(WORK INSTRUCTION):
Find the lines of data that contain the string "want", then list them.

##########

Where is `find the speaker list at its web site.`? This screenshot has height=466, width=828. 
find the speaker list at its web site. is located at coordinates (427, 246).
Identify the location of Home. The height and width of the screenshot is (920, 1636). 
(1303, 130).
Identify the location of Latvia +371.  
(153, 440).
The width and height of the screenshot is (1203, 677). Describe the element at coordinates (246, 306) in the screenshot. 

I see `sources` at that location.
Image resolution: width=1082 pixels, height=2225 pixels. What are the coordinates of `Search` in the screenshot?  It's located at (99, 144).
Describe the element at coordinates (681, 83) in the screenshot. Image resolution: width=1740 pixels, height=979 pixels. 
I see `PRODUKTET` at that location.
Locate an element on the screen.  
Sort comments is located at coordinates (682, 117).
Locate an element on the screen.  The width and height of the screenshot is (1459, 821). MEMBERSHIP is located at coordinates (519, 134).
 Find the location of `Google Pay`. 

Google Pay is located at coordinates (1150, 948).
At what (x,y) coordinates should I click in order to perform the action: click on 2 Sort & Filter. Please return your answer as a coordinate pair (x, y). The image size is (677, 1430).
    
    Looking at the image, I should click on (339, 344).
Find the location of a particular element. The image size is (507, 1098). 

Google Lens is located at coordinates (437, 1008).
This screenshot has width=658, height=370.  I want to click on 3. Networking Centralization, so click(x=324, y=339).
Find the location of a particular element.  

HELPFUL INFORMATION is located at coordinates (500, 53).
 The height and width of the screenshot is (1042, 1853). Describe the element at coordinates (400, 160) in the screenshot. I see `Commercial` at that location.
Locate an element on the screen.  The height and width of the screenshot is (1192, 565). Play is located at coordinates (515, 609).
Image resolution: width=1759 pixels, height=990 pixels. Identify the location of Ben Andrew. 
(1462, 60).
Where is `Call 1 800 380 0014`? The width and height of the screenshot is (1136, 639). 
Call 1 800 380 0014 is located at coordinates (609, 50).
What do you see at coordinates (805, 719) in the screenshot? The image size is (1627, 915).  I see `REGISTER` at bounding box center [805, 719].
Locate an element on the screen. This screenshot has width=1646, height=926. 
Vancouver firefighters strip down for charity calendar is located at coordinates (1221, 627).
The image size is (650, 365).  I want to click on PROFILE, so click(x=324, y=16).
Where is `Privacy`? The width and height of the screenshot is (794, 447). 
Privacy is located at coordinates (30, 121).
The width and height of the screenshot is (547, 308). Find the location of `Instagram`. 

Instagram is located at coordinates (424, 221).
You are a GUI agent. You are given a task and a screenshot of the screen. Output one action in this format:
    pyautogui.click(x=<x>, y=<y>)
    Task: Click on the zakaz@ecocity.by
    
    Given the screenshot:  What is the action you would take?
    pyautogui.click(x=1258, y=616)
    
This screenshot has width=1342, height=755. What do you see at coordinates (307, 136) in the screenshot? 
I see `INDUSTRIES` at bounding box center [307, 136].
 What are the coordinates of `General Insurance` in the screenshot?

##########

(SOLVED EXERCISE):
This screenshot has width=658, height=370.  I want to click on 3. Networking Centralization, so click(x=324, y=339).
The image size is (650, 365).  I want to click on PROFILE, so click(x=324, y=16).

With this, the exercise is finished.